Dangers
Despite this continued interest in hitchhiking, it is widely accepted that the practice has declined in developed countries since the 1970s, perhaps because of a number of high-profile cases in which hitchhikers have been killed, and negative media images of some hitchhikers as ghosts or vanishing hitchhikers and hitchhikers themselves a source of threat. Graeme Chesters and David Smith discuss reasons for hitchhiking's decline, and possible means of reviving it in safer and more organised forms, in one of the few academic discussions of hitchhiking, "The Neglected Art of Hitch-hiking: Risk, Trust and Sustainability"
Read more about this topic: Hitchhiking
Famous quotes containing the word dangers:
“Culture is the suggestion, from certain best thoughts, that a man has a range of affinities through which he can modulate the violence of any master-tones that have a droning preponderance in his scale, and succor him against himself. Culture redresses this imbalance, puts him among equals and superiors, revives the delicious sense of sympathy, and warns him of the dangers of solitude and repulsion.”
—Ralph Waldo Emerson (18031882)
“Learning carries within itself certain dangers because out of necessity one has to learn from ones enemies.”
—Leon Trotsky (18791940)
“We are willing enough to praise freedom when she is safely tucked away in the past and cannot be a nuisance. In the present, amidst dangers whose outcome we cannot foresee, we get nervous about her, and admit censorship.”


**Your assignment**
Examine each line of the data. Copy the line if it includes the word "mark".

**Dataset entries**
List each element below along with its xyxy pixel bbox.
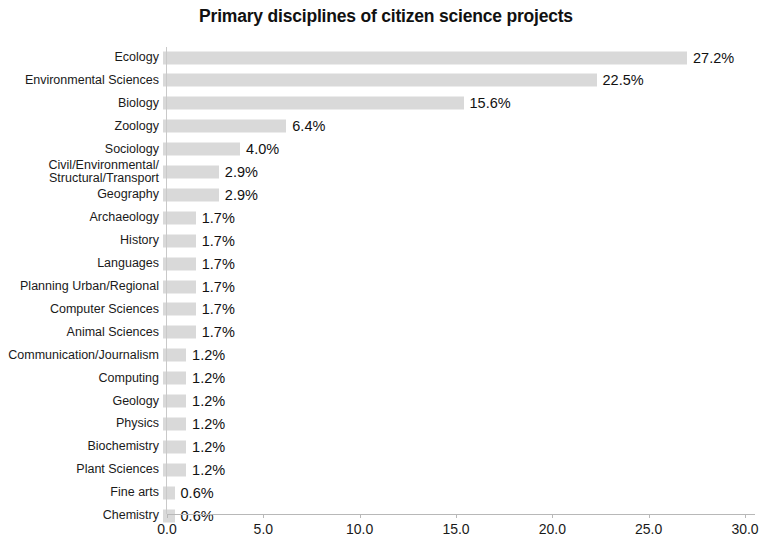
bar-track: 1.2% <box>163 413 772 434</box>
bar-row: Languages1.7% <box>0 253 772 274</box>
bar <box>163 257 196 270</box>
bar <box>163 51 687 64</box>
category-label: Geography <box>0 188 163 201</box>
bar-value-label: 22.5% <box>603 73 644 88</box>
category-label: Communication/Journalism <box>0 349 163 362</box>
bar-value-label: 1.7% <box>202 302 235 317</box>
bar-track: 1.2% <box>163 391 772 412</box>
x-axis-tick-mark <box>360 514 361 518</box>
bar-row: Computing1.2% <box>0 368 772 389</box>
bar-track: 1.7% <box>163 230 772 251</box>
bar-track: 1.2% <box>163 345 772 366</box>
category-label: Ecology <box>0 51 163 64</box>
x-axis-tick-mark <box>167 514 168 518</box>
bar <box>163 188 219 201</box>
x-axis-tick-mark <box>745 514 746 518</box>
x-axis-tick-label: 25.0 <box>635 521 662 537</box>
x-axis-tick-label: 20.0 <box>539 521 566 537</box>
bar <box>163 211 196 224</box>
bar-row: Plant Sciences1.2% <box>0 459 772 480</box>
bar-row: Archaeology1.7% <box>0 207 772 228</box>
category-label: Chemistry <box>0 509 163 522</box>
bar <box>163 280 196 293</box>
bar-row: Zoology6.4% <box>0 116 772 137</box>
bar-row: Biochemistry1.2% <box>0 436 772 457</box>
bar-row: Biology15.6% <box>0 93 772 114</box>
bar-track: 0.6% <box>163 482 772 503</box>
bar-value-label: 2.9% <box>225 187 258 202</box>
bar-row: Geography2.9% <box>0 184 772 205</box>
bar-track: 1.2% <box>163 436 772 457</box>
bar <box>163 74 597 87</box>
bar-track: 15.6% <box>163 93 772 114</box>
bar-track: 6.4% <box>163 116 772 137</box>
bar-value-label: 1.7% <box>202 256 235 271</box>
bar-value-label: 1.7% <box>202 279 235 294</box>
bar-value-label: 1.2% <box>192 348 225 363</box>
category-label: Computer Sciences <box>0 303 163 316</box>
bar-track: 1.7% <box>163 322 772 343</box>
bar-track: 2.9% <box>163 184 772 205</box>
bar-value-label: 1.7% <box>202 233 235 248</box>
bar-value-label: 1.2% <box>192 394 225 409</box>
bar-row: Environmental Sciences22.5% <box>0 70 772 91</box>
bar <box>163 97 464 110</box>
category-label: Languages <box>0 257 163 270</box>
category-label: Plant Sciences <box>0 463 163 476</box>
category-label: Physics <box>0 417 163 430</box>
bar <box>163 120 286 133</box>
category-label: Archaeology <box>0 211 163 224</box>
bar-value-label: 1.7% <box>202 325 235 340</box>
bar-row: Ecology27.2% <box>0 47 772 68</box>
bar-track: 1.7% <box>163 253 772 274</box>
bar-track: 1.7% <box>163 299 772 320</box>
x-axis-tick-mark <box>552 514 553 518</box>
bar-track: 1.2% <box>163 368 772 389</box>
bar-track: 2.9% <box>163 162 772 183</box>
category-label: Animal Sciences <box>0 326 163 339</box>
x-axis-tick-label: 0.0 <box>157 521 176 537</box>
y-axis-spine <box>166 47 167 514</box>
x-axis-tick-mark <box>649 514 650 518</box>
bar <box>163 234 196 247</box>
bar-row: History1.7% <box>0 230 772 251</box>
bar-value-label: 4.0% <box>246 142 279 157</box>
bar-value-label: 1.2% <box>192 439 225 454</box>
bar-value-label: 2.9% <box>225 165 258 180</box>
category-label: Fine arts <box>0 486 163 499</box>
category-label: Zoology <box>0 120 163 133</box>
bar <box>163 143 240 156</box>
bar-row: Computer Sciences1.7% <box>0 299 772 320</box>
category-label: Biology <box>0 97 163 110</box>
bar-value-label: 27.2% <box>693 50 734 65</box>
bar-row: Geology1.2% <box>0 391 772 412</box>
x-axis-tick-label: 30.0 <box>731 521 758 537</box>
x-axis-tick-label: 10.0 <box>346 521 373 537</box>
bar-value-label: 0.6% <box>181 485 214 500</box>
x-axis-tick-mark <box>263 514 264 518</box>
x-axis-tick-mark <box>456 514 457 518</box>
bar-row: Animal Sciences1.7% <box>0 322 772 343</box>
bar-value-label: 1.2% <box>192 371 225 386</box>
bar-row: Communication/Journalism1.2% <box>0 345 772 366</box>
chart-title: Primary disciplines of citizen science p… <box>0 6 772 27</box>
category-label: Biochemistry <box>0 440 163 453</box>
bar-value-label: 0.6% <box>181 508 214 523</box>
bar <box>163 486 175 499</box>
bar-track: 1.7% <box>163 207 772 228</box>
bar-row: Civil/Environmental/ Structural/Transpor… <box>0 162 772 183</box>
bar <box>163 166 219 179</box>
x-axis-tick-label: 5.0 <box>254 521 273 537</box>
category-label: Civil/Environmental/ Structural/Transpor… <box>0 159 163 185</box>
bar-value-label: 1.2% <box>192 416 225 431</box>
bar-track: 27.2% <box>163 47 772 68</box>
bar-chart: Primary disciplines of citizen science p… <box>0 0 772 546</box>
bar-row: Planning Urban/Regional1.7% <box>0 276 772 297</box>
plot-area: Ecology27.2%Environmental Sciences22.5%B… <box>0 44 772 516</box>
bar-value-label: 15.6% <box>470 96 511 111</box>
bar-row: Sociology4.0% <box>0 139 772 160</box>
x-axis-tick-label: 15.0 <box>442 521 469 537</box>
bar-track: 1.7% <box>163 276 772 297</box>
bar-row: Physics1.2% <box>0 413 772 434</box>
x-axis-line <box>167 514 755 515</box>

**Answer box**
x-axis-tick-mark <box>360 514 361 518</box>
x-axis-tick-mark <box>167 514 168 518</box>
x-axis-tick-mark <box>745 514 746 518</box>
x-axis-tick-mark <box>552 514 553 518</box>
x-axis-tick-mark <box>649 514 650 518</box>
x-axis-tick-mark <box>263 514 264 518</box>
x-axis-tick-mark <box>456 514 457 518</box>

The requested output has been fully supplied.